About Hannah…
Hannah Bishton is a contemporary artist whose practice explores material storytelling through found objects, folklore, and symbolic meaning. Working with ceramics, textiles, domestic items, and objects linked to ritual and tradition, she creates sculptural and multi-material works that examine how people understand identity, memory and belonging through the material world.
Her research led process draws from art history, allegory, hermeneutics and cultural symbolism, weaving theoretical inquiry with hands-on experimentation. Growing up in a rural village has shaped her sensitivity to nature, storytelling and the emotional resonance of objects – elements that continually inform her work.

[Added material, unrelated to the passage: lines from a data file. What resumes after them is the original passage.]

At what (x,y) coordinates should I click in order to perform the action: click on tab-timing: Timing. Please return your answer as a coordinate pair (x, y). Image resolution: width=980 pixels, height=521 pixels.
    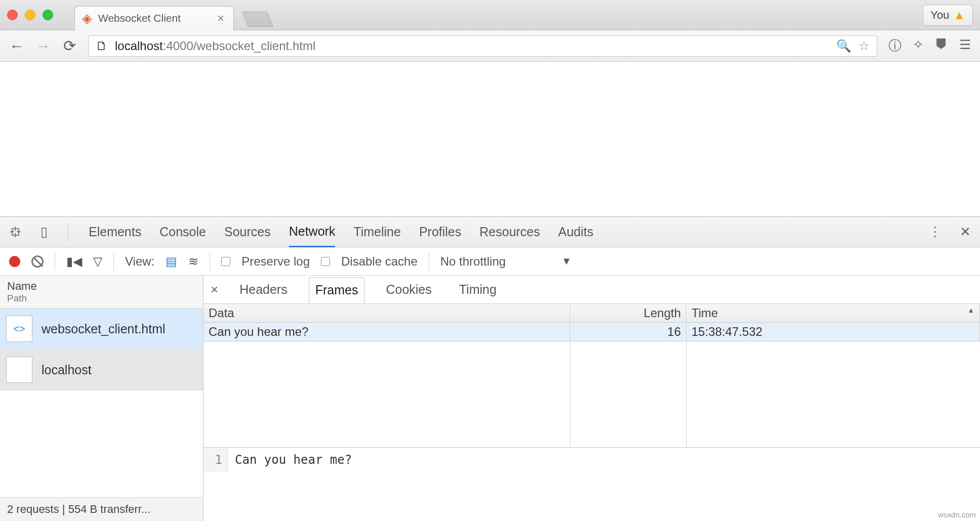
    Looking at the image, I should click on (478, 289).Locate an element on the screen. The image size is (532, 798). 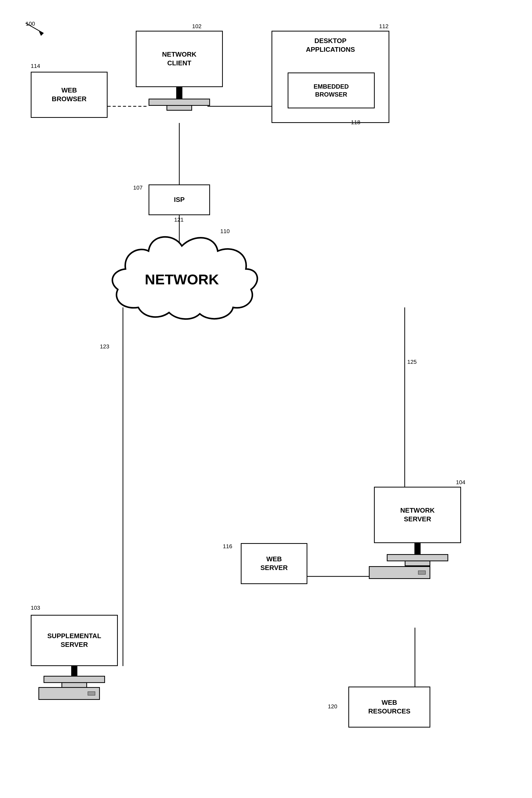
ref-107: 107 is located at coordinates (138, 188).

Humour has been central both in her work and in her life, helping her cope with loss, grief and mental health challenges, while shaping a practice that engages audiences with openness and reflection. She uses it as a tool for audience engagement, opening conversations around complex or sensitive subjects to make them accessible to a wider audience. These personal experiences have made her especially attuned to the stories, memory and emotional resonance embedded in objects, a sensibility that informs the materials, forms and symbolism in her work. Through reimagined folkloric motifs and contemporary reinterpretations of tradition, she invites viewers to reflect on their own rituals, histories and the quiet narratives embedded in everyday materials.
Her work has explored themes ranging from motherhood taboo to community and cultural memory, always returning to the central question of how objects shape human experience.